Mary Willson has a very good article with 5 Questions for choosing Bible study material for women’s groups. Her questions:
- Will this material equip women by encouraging them to study and teach the Bible for themselves?
- Will this material equip women by demonstrating the centrality of Christ and his gospel?
- Will this material equip women by applying God’s Word to real life, showing the Scriptures’ relevance and power to transform hearts?
- Will this material equip women by supporting the overall discipleship strategy I’ve prayerfully developed for this group?
- Will this material equip women by coming under the teaching ministry of my pastor(s) and elders? Does it align with my church’s vision and doctrinal convictions?
Willson has very helpful things to say on each point, and I recommend you check out her article.
And I can’t help but ask a few questions: Why do we assume we must choose good Bible study material? Why can’t we just have good Bible studies? “This year’s women’s study will use Luke.” Would we not inspire people with deeper confidence to study God’s word, if we showed them how to do it? If every study uses another resource, another study guide, or another workbook, don’t we perpetually reinforce the idea that they need the experts to do the Bible study for them? Thus we might unintentionally undermine the first question Willson asks.

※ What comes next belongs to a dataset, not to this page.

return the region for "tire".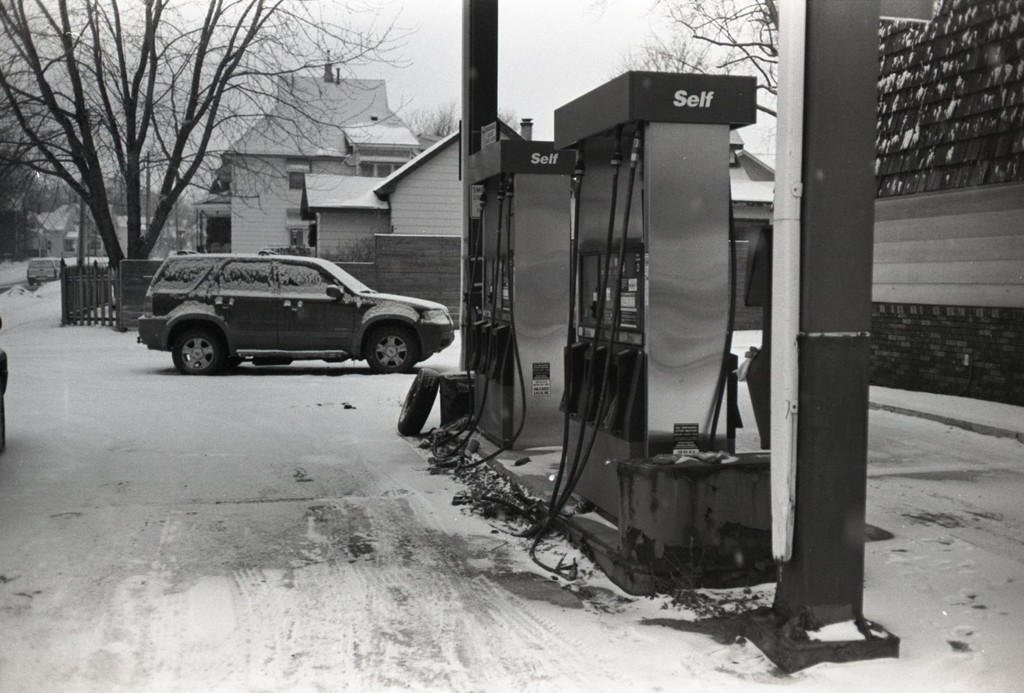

Imagine a women’s group (or men’s group, or co-ed group) that sat down with their Bibles, read their Bibles, and discussed what they read. Of course they’d want to reference supplemental materials from time to time to help with the thorniest parts. But what if they helped each other simply to open, read, and discuss? Soon enough, they’d each be able to do it on their own. Then they’d teach others who would teach others. And something truly amazing would take place in our churches and communities.
Catherine McClelland says
Just last night I read “There is neither Jew nor Gentile, neither slave nor free, nor is there male and female, for you are all one in Christ Jesus.” We tend to put such an emphasis on Christian gender roles that many lose focus of foundational biblical principles.
Why not replace the word “women” in each of those questions with “Christians”? ALL scripture is god-breathed and useful for teaching; we need to study the whole word and see what it says to us, not force it through the filter of our limited lens of gender, age, race, etc.
Peter Krol says
Good questions, Catherine. For context, the article I linked to was written for women leading women’s ministries. That’s why it focused on women. But I would agree that these principles would apply to either gender, or to mixed-gender Bible studies.